How to Make Your Website More User Friendly with UX
As sales and services move to a digital environment, attractive and easy-to-use websites are key to business success. But How to Make Your Website User Friendly with UX ? To answer these questions most efficiently, we decided to partner with World of Digits, an international organization specializing in UX and UI design.
Alex Vandebeek, UX designer at World of Digits, has written a series of four articles on user experience in order for you to have all the basics necessary for your own project.
What is UX / Experience Design?
UX design, or user experience design, is the latest way to design your website. Previously, the focus was primarily on the appearance of websites and applications, but in UX design, the focus should be on product usability with the end user in mind.
For example, imagine you are given the task of designing a bottle of ketchup. You can choose a nice bottle, or you can choose a functional bottle that still has a nice aesthetic appeal. Designing the product vs. designing the experience
UX – U = X
The key to UX design is the user. Ultimately, you are designing your website or application for a very specific audience which makes it important to maintain end-user involvement throughout the process. When you create or improve your website, you should collect as much user validation as possible. This can be done, for example, by running a usability test.
When you run usability tests, ask five users to complete some important tasks on your site. You need to see if they can complete these tasks without assistance. Usually they run into some usability issues. From then on, you will better understand where you can improve your website.
Why is UX so important?
Websites are usually the billboard of your business. It tells a lot about your business. According to a survey, 89% of customers quit doing business after a bad experience on a website. There’s nothing more frustrating than a slow or poorly designed website?
In addition, research shows that it only takes 5 seconds for a user to decide whether to stay or leave a website. This means that you need to design a website that immediately tells users who you are, what you are selling, and what you represent. Here’s an example of why a user leaves your site:
1. The site’s search engine is down and users can’t find the item or product they’re looking for. In this case, they leave without buying.
2. A user need to find an appointment on their website and get a long and tedious form to fill out with too many mandatory fields? They leave.
Amazon was able to find an empirical design issue during a usability test linked to a single button. The design wasn’t ideal, so users didn’t click on it and eventually Amazon couldn’t secure a sale. After redesigning this single button, they earned an additional $ 300 million in revenue.
There are many benefits to improving UX. For users, it enhances their experience and thus the business of their services, products and brands. It even increases your income. And for your own organization, it accelerates the development and improvement of your website.
Experience design costs
Imagine you are designing a new website and you are having problems. Solving this problem during design costs a hypothetical $ 1. If you have to solve the same problem during the development of your website, it will cost you $ 5. To make matters worse, if you notice a problem after launching the website, it costs $ 30 to fix it. (Source: Digital Trends, 2015)
Now you can see how important it is to ensure a good user experience from the first design brainstorming of your website project.
How to put UX Design into practice?
UX design combines a variety of methods and techniques that allow you to identify the actual needs of the people who use your site to collect feedback on your site’s performance. This requires you to test your website with real users to get feedback quickly and iterate it.
The UX process has four phases:
1. Discovery: What are your user and business needs? Dive into the world of the user and gain a deeper understanding of what you do and why you do it.
2. Definition: Integrate the results of the discovery phase, record the user’s journey, create ideas and try to find a solution to the problem.
3. Design and test: Use low fidelity prototypes to make your ideas concrete. Quickly create ideas in wireframe and run usage tests to confirm with users.
4. Note: If your website is “live”, it is very important to constantly test and improve your product or service. To do this, run various UX methods such as A / B testing, parallel recording, feedback recording, and heatmaps.
Each phase has several important methods and techniques that can help you identify whether your site is user-focused. Find a short UX process that contains some important steps you can take when creating or improving a new website. Here you can find step-by-step guides to help you implement these methods and techniques.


Output the listing verbatim, leaving out every picture.

__TASK DATA__:
------------------------------------------------
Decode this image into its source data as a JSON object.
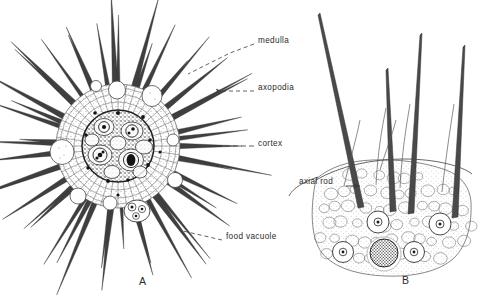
{
  "figure": {
    "caption_letters": {
      "left": "A",
      "right": "B"
    },
    "background_color": "#ffffff",
    "ink_color": "#2b2b2b"
  },
  "panel_a": {
    "name": "radiolarian-whole-cell",
    "letter": "A",
    "labels": [
      {
        "key": "medulla",
        "text": "medulla",
        "x": 258,
        "y": 41,
        "leader_to_x": 186,
        "leader_to_y": 75,
        "style": "dashed"
      },
      {
        "key": "axopodia",
        "text": "axopodia",
        "x": 258,
        "y": 88,
        "leader_to_x": 196,
        "leader_to_y": 96,
        "style": "dashed-arrow"
      },
      {
        "key": "cortex",
        "text": "cortex",
        "x": 258,
        "y": 144,
        "leader_to_x": 196,
        "leader_to_y": 146,
        "style": "dashed"
      },
      {
        "key": "food_vacuole",
        "text": "food vacuole",
        "x": 226,
        "y": 237,
        "leader_to_x": 150,
        "leader_to_y": 214,
        "style": "dashed"
      }
    ],
    "structures": {
      "medulla_radius": 36,
      "cortex_radius": 62,
      "center_x": 118,
      "center_y": 146,
      "axopodia_count": 46,
      "vacuole_count": 8,
      "food_vacuole_center": [
        137,
        211
      ]
    }
  },
  "panel_b": {
    "name": "radiolarian-cortex-detail",
    "letter": "B",
    "labels": [
      {
        "key": "axial_rod",
        "text": "axial rod",
        "x": 301,
        "y": 182,
        "leader_to_x": 358,
        "leader_to_y": 186,
        "style": "arrow"
      }
    ],
    "structures": {
      "spine_count": 4,
      "vacuole_count": 5,
      "dark_food_vacuole_center": [
        384,
        254
      ]
    }
  }
}
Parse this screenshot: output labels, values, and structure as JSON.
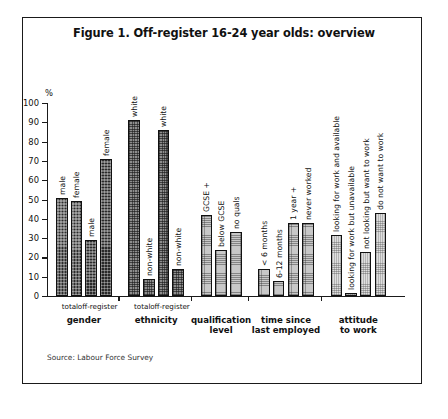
------------------------------------------------
__FINAL ANSWER__:
Decode this image into its source data as a JSON object.
{
  "figure": {
    "caption_letters": {
      "left": "A",
      "right": "B"
    },
    "background_color": "#ffffff",
    "ink_color": "#2b2b2b"
  },
  "panel_a": {
    "name": "radiolarian-whole-cell",
    "letter": "A",
    "labels": [
      {
        "key": "medulla",
        "text": "medulla",
        "x": 258,
        "y": 41,
        "leader_to_x": 186,
        "leader_to_y": 75,
        "style": "dashed"
      },
      {
        "key": "axopodia",
        "text": "axopodia",
        "x": 258,
        "y": 88,
        "leader_to_x": 196,
        "leader_to_y": 96,
        "style": "dashed-arrow"
      },
      {
        "key": "cortex",
        "text": "cortex",
        "x": 258,
        "y": 144,
        "leader_to_x": 196,
        "leader_to_y": 146,
        "style": "dashed"
      },
      {
        "key": "food_vacuole",
        "text": "food vacuole",
        "x": 226,
        "y": 237,
        "leader_to_x": 150,
        "leader_to_y": 214,
        "style": "dashed"
      }
    ],
    "structures": {
      "medulla_radius": 36,
      "cortex_radius": 62,
      "center_x": 118,
      "center_y": 146,
      "axopodia_count": 46,
      "vacuole_count": 8,
      "food_vacuole_center": [
        137,
        211
      ]
    }
  },
  "panel_b": {
    "name": "radiolarian-cortex-detail",
    "letter": "B",
    "labels": [
      {
        "key": "axial_rod",
        "text": "axial rod",
        "x": 301,
        "y": 182,
        "leader_to_x": 358,
        "leader_to_y": 186,
        "style": "arrow"
      }
    ],
    "structures": {
      "spine_count": 4,
      "vacuole_count": 5,
      "dark_food_vacuole_center": [
        384,
        254
      ]
    }
  }
}
Parse this screenshot: output labels, values, and structure as JSON.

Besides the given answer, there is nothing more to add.